By the late 1920s, U.S. Advertising was considered one of the nation's top 10 agencies, with blue-chip accounts like Owens-Illinois Glass Co., Libbey-Owens-Ford Glass Co., Electric Auto-Lite Co., Fisk Tire & Rubber Co., Monroe Auto Equipment, Buckeye Beer, AP Parts Co., Cooper Tire & Rubber Co., Wilson Sporting Goods, La-Z-Boy Chair Co., and several automakers in addition to Willys-Overland, including Graham-Paige, Stearns-Knight, and Federal Truck Co.

Even during the early years of the Great Depression, U.S. Advertising remained one of the biggest agencies, thanks partly to a merger with Homer McKee Co. in New York and the Dyer-Enzinger Co. in Chicago.

The merged firm had offices in Toledo, New York, Chicago, Milwaukee, and Indianapolis, plus associate offices around the world.

By the time Mr. Tenney joined the firm, its biggest client, Willys-Overland, was in financial trouble, and the agency was suffering. Over time it underwent a series of reorganizations and name changes, eventually moving its headquarters to Chicago.

But U.S. Advertising nurtured many advertising executives who went on to start their own firms, including Mr. Tenney.

During his long career, Mr. Tenney left his mark in other ways. He was president of the Western Lawn Tennis Association in the early 1960s and created and published a national magazine, Tennis U.S.A., in the mid-1960s.

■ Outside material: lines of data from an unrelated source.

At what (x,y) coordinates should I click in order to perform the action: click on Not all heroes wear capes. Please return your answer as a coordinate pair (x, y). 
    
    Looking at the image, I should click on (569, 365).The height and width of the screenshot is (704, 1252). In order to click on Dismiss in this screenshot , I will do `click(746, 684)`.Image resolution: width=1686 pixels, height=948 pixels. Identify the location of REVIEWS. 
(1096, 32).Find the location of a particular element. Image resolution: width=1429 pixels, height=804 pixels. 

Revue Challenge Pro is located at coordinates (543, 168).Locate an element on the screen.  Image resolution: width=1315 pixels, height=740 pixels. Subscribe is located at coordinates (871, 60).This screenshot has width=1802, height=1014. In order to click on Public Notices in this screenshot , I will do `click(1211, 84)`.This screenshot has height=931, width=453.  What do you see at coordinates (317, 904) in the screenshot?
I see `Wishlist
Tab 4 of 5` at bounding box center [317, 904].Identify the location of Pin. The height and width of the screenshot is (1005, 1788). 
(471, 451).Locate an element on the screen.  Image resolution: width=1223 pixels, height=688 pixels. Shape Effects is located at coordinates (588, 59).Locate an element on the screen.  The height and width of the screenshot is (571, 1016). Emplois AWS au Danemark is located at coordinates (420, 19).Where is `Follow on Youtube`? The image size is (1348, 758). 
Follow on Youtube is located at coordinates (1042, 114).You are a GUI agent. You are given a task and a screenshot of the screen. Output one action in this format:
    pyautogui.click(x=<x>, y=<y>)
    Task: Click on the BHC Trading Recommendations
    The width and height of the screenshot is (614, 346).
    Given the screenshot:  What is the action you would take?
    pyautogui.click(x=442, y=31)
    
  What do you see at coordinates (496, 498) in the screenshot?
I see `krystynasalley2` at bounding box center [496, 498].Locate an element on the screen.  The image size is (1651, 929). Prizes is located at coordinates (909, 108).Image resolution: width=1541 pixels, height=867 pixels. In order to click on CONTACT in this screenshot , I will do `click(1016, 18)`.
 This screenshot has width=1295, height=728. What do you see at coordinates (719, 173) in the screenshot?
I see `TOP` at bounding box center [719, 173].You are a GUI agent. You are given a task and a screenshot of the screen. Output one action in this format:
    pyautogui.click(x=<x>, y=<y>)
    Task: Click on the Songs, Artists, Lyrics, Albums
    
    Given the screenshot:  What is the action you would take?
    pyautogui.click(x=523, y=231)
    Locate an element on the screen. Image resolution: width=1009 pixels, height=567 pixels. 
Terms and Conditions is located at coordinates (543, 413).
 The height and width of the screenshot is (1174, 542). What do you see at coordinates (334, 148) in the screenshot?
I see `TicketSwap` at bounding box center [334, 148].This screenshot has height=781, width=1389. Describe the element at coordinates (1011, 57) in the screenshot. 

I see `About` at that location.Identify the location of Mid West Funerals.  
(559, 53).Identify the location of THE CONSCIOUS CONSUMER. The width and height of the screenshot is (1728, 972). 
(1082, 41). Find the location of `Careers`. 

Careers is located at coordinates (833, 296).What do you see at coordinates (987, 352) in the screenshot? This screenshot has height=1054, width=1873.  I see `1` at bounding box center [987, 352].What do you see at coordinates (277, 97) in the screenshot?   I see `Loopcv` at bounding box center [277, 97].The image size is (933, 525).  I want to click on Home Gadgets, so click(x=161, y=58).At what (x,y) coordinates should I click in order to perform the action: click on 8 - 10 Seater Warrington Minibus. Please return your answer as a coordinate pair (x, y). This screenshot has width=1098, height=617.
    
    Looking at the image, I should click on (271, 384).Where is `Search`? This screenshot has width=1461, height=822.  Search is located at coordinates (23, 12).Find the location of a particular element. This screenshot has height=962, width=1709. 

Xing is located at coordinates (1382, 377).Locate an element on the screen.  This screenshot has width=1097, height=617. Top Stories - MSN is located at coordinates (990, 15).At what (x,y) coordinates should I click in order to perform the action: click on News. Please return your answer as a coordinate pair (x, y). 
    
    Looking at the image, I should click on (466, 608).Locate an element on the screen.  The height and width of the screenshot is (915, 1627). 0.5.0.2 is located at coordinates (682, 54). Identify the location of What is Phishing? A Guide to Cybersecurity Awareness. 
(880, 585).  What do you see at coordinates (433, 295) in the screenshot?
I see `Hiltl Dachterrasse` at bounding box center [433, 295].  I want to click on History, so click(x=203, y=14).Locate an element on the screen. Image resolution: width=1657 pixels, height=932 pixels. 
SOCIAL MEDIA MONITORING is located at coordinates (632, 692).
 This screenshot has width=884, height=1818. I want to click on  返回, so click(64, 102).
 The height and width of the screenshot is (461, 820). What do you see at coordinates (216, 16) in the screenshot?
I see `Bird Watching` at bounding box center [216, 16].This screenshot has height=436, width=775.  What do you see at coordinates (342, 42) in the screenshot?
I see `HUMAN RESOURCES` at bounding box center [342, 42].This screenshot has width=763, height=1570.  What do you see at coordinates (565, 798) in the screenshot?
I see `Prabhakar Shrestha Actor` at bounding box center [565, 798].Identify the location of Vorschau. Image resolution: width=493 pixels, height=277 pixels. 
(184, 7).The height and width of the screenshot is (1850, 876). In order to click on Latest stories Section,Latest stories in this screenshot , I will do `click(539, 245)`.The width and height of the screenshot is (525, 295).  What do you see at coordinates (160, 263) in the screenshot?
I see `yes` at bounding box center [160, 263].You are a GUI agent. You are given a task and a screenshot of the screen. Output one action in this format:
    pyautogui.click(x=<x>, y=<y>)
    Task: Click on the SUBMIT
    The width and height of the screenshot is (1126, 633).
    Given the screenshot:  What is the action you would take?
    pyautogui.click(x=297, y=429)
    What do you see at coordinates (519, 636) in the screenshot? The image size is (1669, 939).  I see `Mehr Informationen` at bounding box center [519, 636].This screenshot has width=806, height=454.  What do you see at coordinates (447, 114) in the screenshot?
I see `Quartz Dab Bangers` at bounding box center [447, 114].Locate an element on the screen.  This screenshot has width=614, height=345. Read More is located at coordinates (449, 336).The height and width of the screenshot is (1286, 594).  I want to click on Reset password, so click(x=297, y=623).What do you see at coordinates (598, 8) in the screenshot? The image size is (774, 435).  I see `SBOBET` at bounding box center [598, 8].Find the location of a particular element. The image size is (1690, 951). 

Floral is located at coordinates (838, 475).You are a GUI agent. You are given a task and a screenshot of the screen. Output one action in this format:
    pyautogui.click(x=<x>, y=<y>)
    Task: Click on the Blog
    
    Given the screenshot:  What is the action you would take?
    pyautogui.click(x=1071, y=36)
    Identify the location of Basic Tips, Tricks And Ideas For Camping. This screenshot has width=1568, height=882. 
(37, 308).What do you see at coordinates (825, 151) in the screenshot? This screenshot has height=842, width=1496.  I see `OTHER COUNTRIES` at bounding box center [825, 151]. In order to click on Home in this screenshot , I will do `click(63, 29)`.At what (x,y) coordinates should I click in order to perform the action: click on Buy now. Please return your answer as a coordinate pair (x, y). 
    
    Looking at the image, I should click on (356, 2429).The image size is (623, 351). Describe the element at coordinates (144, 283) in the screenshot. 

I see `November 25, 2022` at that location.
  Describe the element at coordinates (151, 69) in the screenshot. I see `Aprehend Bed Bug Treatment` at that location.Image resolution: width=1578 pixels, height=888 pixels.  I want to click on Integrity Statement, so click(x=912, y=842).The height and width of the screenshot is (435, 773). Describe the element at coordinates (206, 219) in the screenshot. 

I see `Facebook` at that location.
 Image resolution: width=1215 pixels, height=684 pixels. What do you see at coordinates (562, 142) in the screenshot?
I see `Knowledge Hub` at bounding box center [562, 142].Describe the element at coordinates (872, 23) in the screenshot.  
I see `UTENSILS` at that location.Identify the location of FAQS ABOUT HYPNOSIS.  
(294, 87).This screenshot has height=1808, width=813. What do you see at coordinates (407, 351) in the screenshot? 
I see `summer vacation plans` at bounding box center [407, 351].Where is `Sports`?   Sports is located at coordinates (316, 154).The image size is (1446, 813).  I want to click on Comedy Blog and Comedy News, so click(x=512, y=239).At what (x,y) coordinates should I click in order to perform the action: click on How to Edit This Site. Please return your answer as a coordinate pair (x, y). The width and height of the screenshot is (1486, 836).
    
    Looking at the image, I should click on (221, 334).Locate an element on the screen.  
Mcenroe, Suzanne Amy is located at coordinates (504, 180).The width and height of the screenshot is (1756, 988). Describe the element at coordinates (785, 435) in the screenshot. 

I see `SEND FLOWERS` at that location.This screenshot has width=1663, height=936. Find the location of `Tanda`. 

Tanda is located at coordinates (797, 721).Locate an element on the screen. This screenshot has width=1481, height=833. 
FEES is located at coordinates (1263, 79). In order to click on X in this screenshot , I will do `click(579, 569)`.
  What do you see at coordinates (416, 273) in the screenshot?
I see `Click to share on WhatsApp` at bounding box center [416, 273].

He also came up with the idea for what became the

Toledo Brewing Hall of Fame, in the Oliver House near downtown.

He donated much Buckeye Beer memorabilia that had been accumulated by his agencies, including dozens of original drawings by Walt Ditzen, who drew the "Fan Fare" sports cartoon from the 1940s into the 1970s.

Many of Mr. Ditzen's "Buck Up With Buckeye Beer" ads carry handwritten thank-yous to Toledo newspaper readers who contributed ideas for the cartoons.

Mr. Tenney's collection is now on display in three restaurants in the Oliver House: Rockwell's Steak House, Maumee Bay Brewing Co., and the Ottawa Street Fish House.

"What a guy," Patricia Appold, co-owner of the Oliver House, said of Mr. Tenney. "He really contributed to Toledo business, and life."